The Collaborative International Dictionary
Microbacteria \Mi`cro*bac*te"ri*a\, n. pl. [NL. See Micro-, and Bacterium.] (Biol.) In the classification of Cohn, one of the four tribes of Bacteria. Note: In this classification bacteria are divided into four tribes:
Spherobacteria, or spherical bacteria, as the genus Micrococcus.
Microbacteria, or bacteria in the form of short rods, including the genus Bacterium.
Desmobacteria, or bacteria in straight filaments, of which the genus Bacillus is a type.
Spirobacteria, or bacteria in spiral filaments, as the genus Vibrio.
Usage examples of "microbacteria".
They got in their cars and drove on freeways, smoking cigarettes and holding high-energy radio transmitters against their heads, in order to get to newsrooms where they were greatly concerned to find out if they were in danger from microbacteria locked away behind triple hermetic seals in Houston.
Sandy regolith, infected by the water and microbacteria flowing through it, became fellfield with shocking speed, she found, and the fragile landforms were quickly destroyed.
On Earth these regions were first colonized by microbacteria and lichen, which, along with chemical weathering, began to break the rock down into a thin immature soil, slowly filling the cracks between rocks.
Desert pavement formed by microbacteria was one very promising solution, though it tended to fix only the top centimeter of deposits, and if the wind tore the edge of the pavement, what was underneath was then free to be borne away.

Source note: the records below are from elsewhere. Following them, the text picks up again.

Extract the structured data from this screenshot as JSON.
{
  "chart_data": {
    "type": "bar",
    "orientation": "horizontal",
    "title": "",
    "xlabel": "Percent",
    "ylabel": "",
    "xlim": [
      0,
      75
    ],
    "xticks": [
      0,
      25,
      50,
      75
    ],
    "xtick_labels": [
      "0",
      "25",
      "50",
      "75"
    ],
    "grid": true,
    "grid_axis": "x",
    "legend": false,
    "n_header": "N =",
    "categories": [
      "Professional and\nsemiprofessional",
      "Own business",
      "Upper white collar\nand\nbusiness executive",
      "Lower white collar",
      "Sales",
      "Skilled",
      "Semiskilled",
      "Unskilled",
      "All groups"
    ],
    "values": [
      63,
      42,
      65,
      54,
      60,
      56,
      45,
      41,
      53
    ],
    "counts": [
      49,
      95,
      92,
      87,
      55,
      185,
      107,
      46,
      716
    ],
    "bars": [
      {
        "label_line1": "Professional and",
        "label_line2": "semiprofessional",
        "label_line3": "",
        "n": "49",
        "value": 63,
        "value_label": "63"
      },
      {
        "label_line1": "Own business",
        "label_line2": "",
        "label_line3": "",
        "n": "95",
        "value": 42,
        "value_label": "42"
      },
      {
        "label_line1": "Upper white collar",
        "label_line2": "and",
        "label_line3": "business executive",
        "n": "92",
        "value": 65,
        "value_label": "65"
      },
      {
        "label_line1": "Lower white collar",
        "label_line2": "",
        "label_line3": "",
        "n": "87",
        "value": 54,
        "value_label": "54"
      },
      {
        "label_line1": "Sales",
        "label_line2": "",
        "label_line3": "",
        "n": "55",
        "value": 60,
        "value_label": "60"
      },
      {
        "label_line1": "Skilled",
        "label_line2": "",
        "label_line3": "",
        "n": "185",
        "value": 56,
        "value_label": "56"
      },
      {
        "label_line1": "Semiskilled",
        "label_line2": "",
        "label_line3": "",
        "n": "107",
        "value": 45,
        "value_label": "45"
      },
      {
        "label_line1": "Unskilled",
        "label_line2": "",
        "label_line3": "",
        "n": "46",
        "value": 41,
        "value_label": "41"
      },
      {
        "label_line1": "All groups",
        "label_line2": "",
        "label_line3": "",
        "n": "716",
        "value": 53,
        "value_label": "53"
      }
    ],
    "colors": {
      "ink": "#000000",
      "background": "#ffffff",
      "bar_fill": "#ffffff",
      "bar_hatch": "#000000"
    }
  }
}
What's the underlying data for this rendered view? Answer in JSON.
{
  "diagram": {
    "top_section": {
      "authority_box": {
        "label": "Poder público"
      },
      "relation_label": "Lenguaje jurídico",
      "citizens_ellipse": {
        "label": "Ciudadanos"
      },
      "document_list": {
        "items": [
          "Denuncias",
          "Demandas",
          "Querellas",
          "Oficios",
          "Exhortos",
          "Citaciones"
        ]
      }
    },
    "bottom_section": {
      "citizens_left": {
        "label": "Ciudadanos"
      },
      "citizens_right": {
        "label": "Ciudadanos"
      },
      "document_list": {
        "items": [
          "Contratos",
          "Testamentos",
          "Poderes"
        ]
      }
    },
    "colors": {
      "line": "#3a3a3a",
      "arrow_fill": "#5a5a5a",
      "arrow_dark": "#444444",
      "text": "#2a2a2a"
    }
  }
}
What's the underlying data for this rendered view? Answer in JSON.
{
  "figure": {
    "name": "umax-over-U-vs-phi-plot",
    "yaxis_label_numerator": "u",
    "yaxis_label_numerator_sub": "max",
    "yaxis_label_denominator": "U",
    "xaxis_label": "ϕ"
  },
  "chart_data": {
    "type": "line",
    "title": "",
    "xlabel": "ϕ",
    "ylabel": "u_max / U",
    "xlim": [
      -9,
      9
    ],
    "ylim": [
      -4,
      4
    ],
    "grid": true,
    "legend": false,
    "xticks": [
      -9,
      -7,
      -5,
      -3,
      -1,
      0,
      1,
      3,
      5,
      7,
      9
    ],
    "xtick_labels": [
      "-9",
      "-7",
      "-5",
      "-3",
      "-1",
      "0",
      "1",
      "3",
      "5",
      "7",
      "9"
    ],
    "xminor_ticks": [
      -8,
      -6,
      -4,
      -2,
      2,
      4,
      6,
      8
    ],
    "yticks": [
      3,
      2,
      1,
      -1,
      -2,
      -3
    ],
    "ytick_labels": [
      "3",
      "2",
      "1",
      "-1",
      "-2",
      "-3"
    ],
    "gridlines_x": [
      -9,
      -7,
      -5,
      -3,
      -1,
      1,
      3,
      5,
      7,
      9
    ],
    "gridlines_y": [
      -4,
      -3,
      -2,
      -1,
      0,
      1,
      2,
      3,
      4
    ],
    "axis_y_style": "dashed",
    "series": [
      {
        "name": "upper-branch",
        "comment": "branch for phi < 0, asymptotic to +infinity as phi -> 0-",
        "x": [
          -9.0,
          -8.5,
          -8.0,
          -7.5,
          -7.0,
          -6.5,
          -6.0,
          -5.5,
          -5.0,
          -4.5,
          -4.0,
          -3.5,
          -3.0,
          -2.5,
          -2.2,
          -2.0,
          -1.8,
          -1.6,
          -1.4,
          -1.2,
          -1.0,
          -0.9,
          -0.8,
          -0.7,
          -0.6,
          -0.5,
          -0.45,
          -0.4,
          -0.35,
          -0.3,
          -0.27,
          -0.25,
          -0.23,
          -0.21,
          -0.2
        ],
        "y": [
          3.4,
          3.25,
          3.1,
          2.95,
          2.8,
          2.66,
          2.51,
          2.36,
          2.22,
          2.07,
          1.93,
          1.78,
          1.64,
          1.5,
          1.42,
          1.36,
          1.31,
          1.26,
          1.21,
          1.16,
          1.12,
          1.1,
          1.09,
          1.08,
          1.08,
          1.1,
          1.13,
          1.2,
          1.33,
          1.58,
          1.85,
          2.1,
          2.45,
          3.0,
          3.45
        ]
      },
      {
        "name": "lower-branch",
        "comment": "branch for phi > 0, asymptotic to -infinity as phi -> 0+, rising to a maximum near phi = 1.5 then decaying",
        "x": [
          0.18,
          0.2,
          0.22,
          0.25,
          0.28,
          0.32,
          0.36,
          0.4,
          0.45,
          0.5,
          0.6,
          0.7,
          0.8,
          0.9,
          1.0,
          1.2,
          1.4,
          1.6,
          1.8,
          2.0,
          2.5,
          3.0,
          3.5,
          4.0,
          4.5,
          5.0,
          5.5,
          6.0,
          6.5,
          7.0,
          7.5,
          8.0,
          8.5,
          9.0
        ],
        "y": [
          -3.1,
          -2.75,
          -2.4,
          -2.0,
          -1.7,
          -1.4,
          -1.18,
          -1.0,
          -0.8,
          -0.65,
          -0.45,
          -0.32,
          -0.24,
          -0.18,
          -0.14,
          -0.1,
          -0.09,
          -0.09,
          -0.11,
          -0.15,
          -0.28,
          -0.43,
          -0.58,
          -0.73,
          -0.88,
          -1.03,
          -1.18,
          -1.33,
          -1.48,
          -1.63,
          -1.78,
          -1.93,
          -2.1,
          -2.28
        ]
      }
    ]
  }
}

No microbacteria, nanobacteria, archaea, or nanofossils were found in any retrieved rock, all of which was retrieved and handled using GEC-mandated sterilization techniques.
Sax assured the crowd that atmospheric, surface, and permafrost microbacteria were growing at a rate that was a significant fraction of their theoretical maximums—about at 2 percent, to be precise—and that they were going to have to be considering the problems of outdoor cultivation within a few decades.